"Yes, I suppose so. Good-bye."
James Penhallow sat on the back porch in the after luncheon hour to get with the freshness of October what sunshine the westerning sun was sifting through the red and gold of the maples beyond the garden walls. He was in the undress uniform of the artillery, and still wore the trefoil of the Second Corps. An effort by Ann to remove his soiled army garb and substitute his lay dress caused an outbreak of anger which left him speechless and feeble, and her in an agony of regretful penitence. Josiah, wiser than she, ventured to tell her what had happened once before when his badge of the glorious Second Corps had been missing. "After all, what does it matter?" she said to herself, and made no effort to repair the ragged bullet tear South Mountain left in his jacket, and in which he had at his worst times such childlike pride as in another and well-known general had once amused him.
He was just now in one of his best conditions and was clearly enjoying the pipe he used but rarely. Ann at his feet on the porch-step read aloud to him with indifference to all but the man she now and then looked up to with the loving tenderness his brief betterment fed with illusory hope.
"What's that, Ann?" he exclaimed; "Grant at Chattanooga! That's John's ideal General. Didn't he write about him at—where was it? Oh! Belmont."
"Yes, after Belmont, James."
"When does Mark Rivers go back?"
"To-morrow. He is always so out of spirits here that I am really relieved when he returns to the Sanitary Commission." He made no reply, and she continued her reading.
"Isn't that Leila with Rivers, Ann?"
"Yes. He likes to walk with her."
"So would any man." A faint smile—very rare of late—showed in her pleased upward look at the face—the changed face—she loved.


### INSTRUCTIONS TO FOLLOW
The copy you return must begin at the line containing "in a rectangle." and end at the final line of the listing below, with every picture left out.

--- DATA SECTION ---

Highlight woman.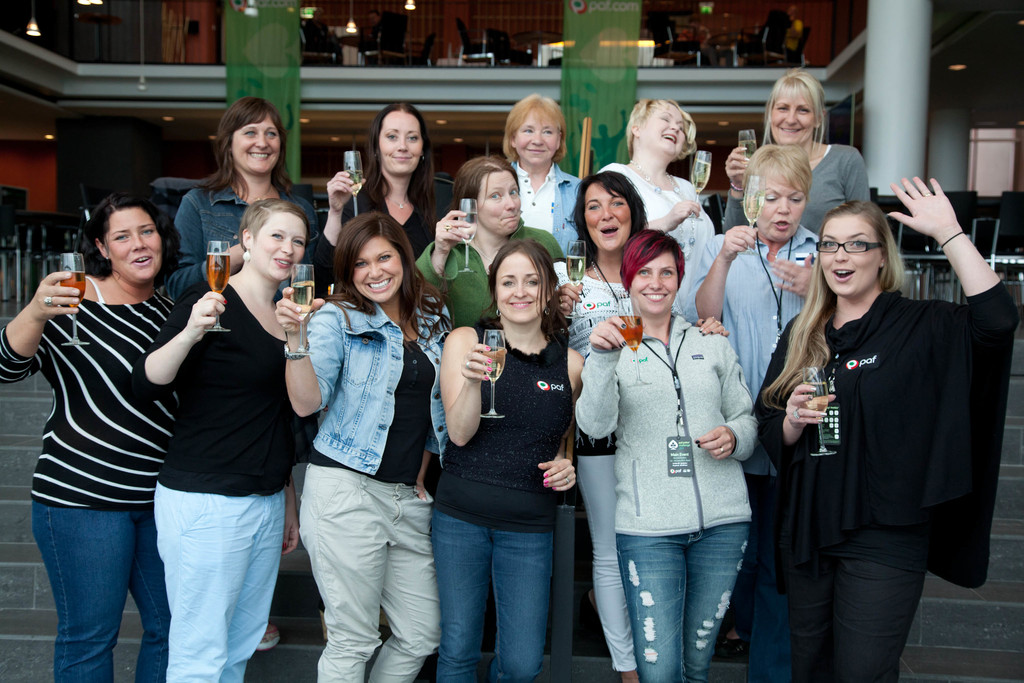
Highlighted region: (596, 100, 722, 323).
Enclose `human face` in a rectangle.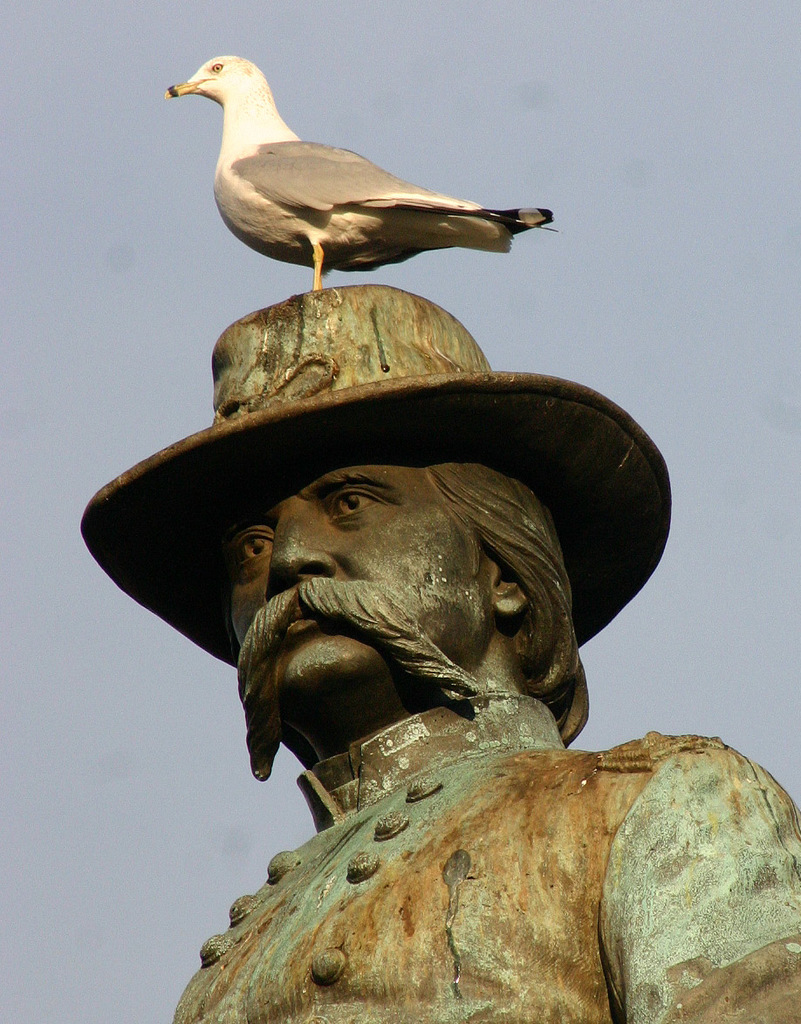
<region>220, 464, 484, 703</region>.
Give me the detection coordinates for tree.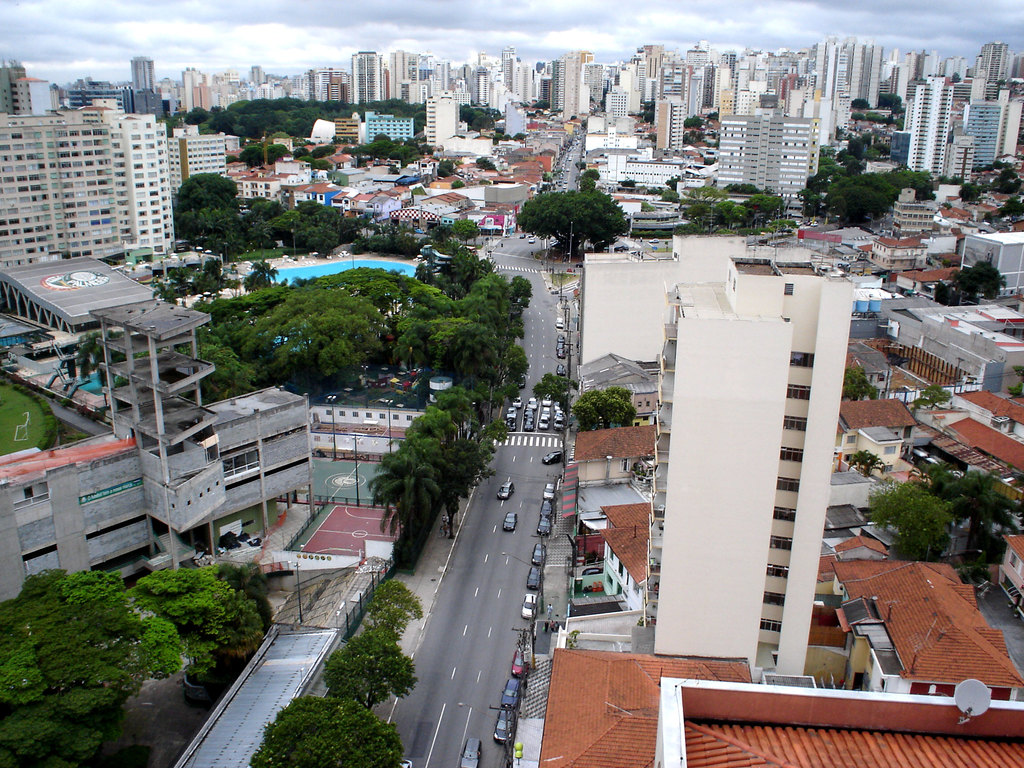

---

### RESULT FOR THIS EXERCISE
Enclose `human face` in a rectangle.
<region>220, 464, 484, 703</region>.
Give me the detection coordinates for tree.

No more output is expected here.